KB Article #182909

Five second delay observed during policies

Problem

A delay of exactly five seconds is seen during a policy.

Resolution

This normally indicates some kind of DNS problem, because the default timeout for DNS on Linux is five seconds. This can also happen for reverse-DNS lookups, especially when using attributes like http.request.hostname or using %h (remote hostname) in the Transaction Access Log format which are normally generated lazily.


While this problem can be bypassed by using IPs instead of hostnames, using http.request.ip as a whiteboard variable or %a (remote IP) in Transaction Access Log formats, the better fix is to ensure that the system's DNS is working correctly and has redundancy. Also note that you must ensure that both A and AAAA lookups get responses, because getaddrinfo(), when called with no address family specified, will wait for answers relating to all supported families before returning or timing out. This can lead to non-obvious problems with firewall rules when queries are only half working.
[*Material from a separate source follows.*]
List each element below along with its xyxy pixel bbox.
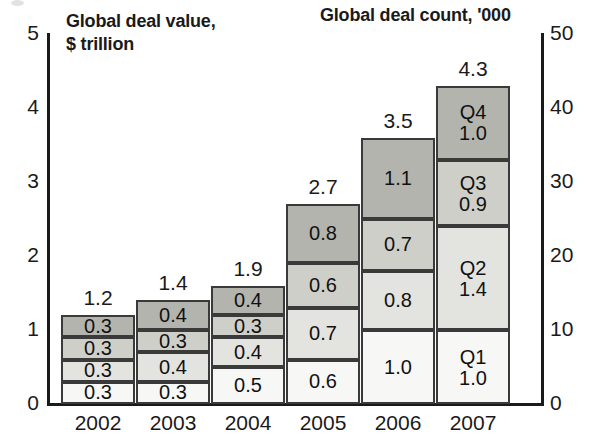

Beware of trying to fix this by merely lowering the system's DNS timeouts or using options rotate when inaccessible DNS servers might still be in the config. A one second delay in your transactions isn't much better than five seconds in most cases, and options rotate simply does round robin over the list. That means it will not stop sending requests to an unresponsive DNS server if there is one in the list, DNS traffic will still go to an inaccessible DNS server whenever that server's turn comes up. Better solutions require redundancy at the DNS level by having multiple servers that can respond via anycast routing, running local DNS resolvers, or similar measures that ensure that queries are not timing out in the first place.